Josh P. Gates of Forest City Gear

CNC department lead Josh P. Gates is responsible for implementing continuous improvement strategies for the turning and milling division at Forest City Gear. 

As is the case for the production of highly complex gears, FCG sometimes takes on quality control work from other gear-making shops. Part of the reason is FCG’s adherence to owning and operating the latest equipment — the company uses a Zeiss Contura and a Zeiss Accurra II to handle some of its QC inspection — but it has also trained some of its employees to be “roving inspectors.” These employees are responsible for inspecting parts right at the machine after the initial first piece is complete. These in-process inspectors on the shop floor have helped reduce first-piece inspection time from an average of two or three hours down to 30 minutes.
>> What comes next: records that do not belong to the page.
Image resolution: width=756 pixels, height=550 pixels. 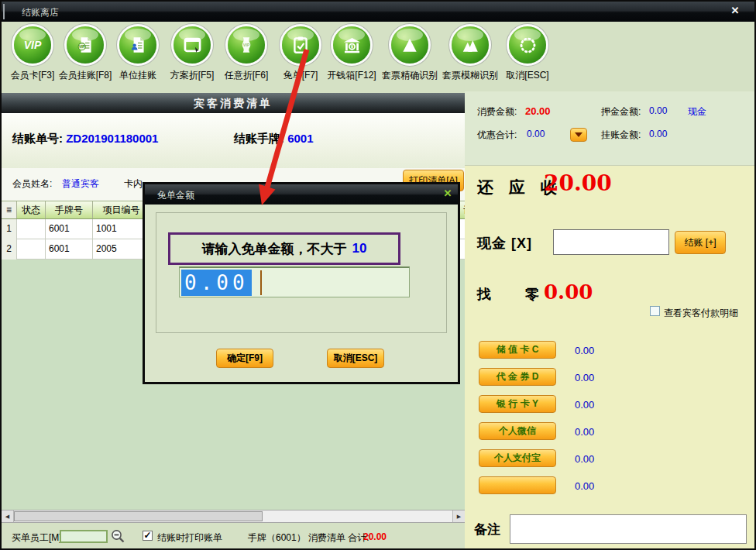 What do you see at coordinates (487, 530) in the screenshot?
I see `remark-label: 备注` at bounding box center [487, 530].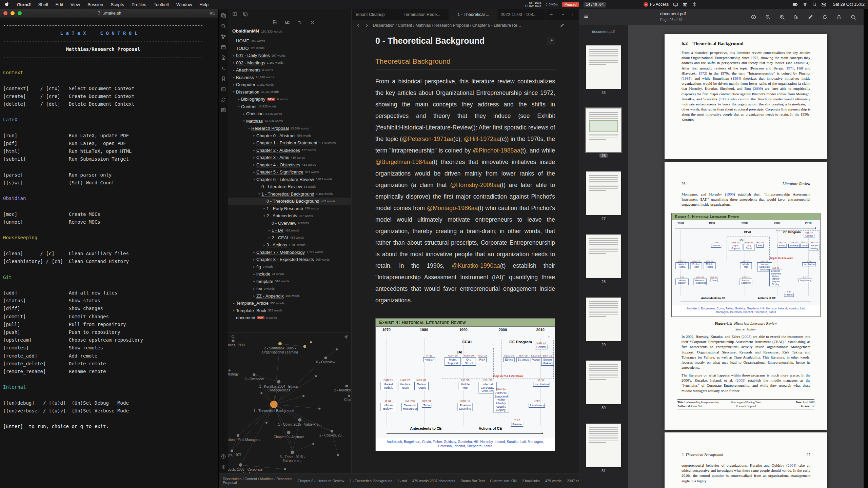 The height and width of the screenshot is (488, 868). What do you see at coordinates (290, 143) in the screenshot?
I see `tree-item: ▸Chapter 1 - Problem Statement1,174 word…` at bounding box center [290, 143].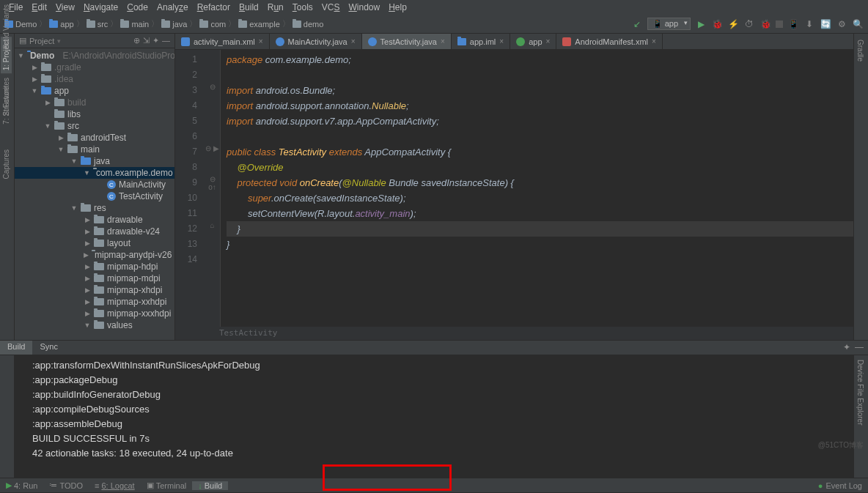  What do you see at coordinates (103, 138) in the screenshot?
I see `tree-node-androidtest: androidTest` at bounding box center [103, 138].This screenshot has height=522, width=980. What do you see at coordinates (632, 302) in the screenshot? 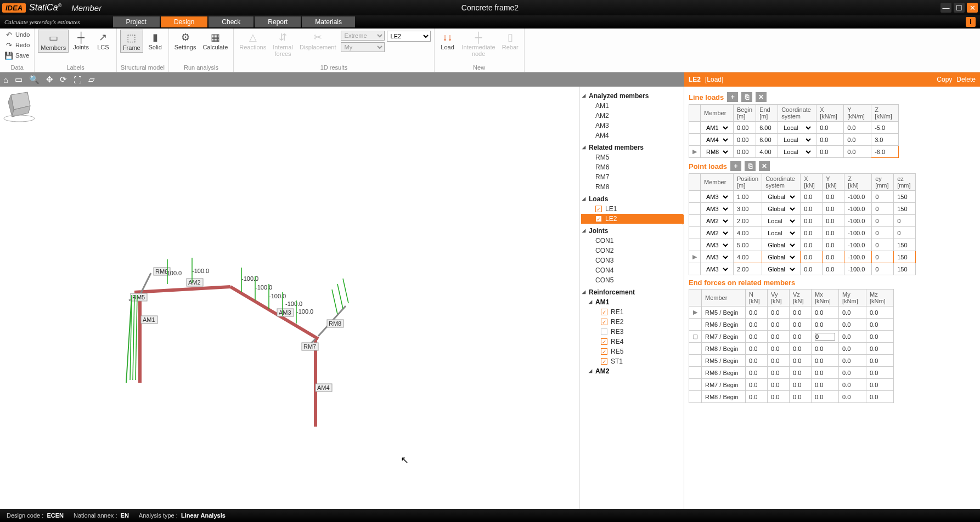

“We have taken these guys out of the QC lab and put them out on the floor, with one person dedicated to each department,” Miller says. “And he's basically part of that department now — the inspector for that department. He's tied in and he knows what's going on inside that department. He can work with the setup guys. He's helping put the inspection tooling together, and he's working with all the department staff, and he knows directly what's going on at all times with regard to that setup. When they're ready for the first piece, he's on top of it.”

He’s on top of it — a fitting quote to sum up what, when taken individually, might seem like small, incremental steps. But put them together and they tell a different story.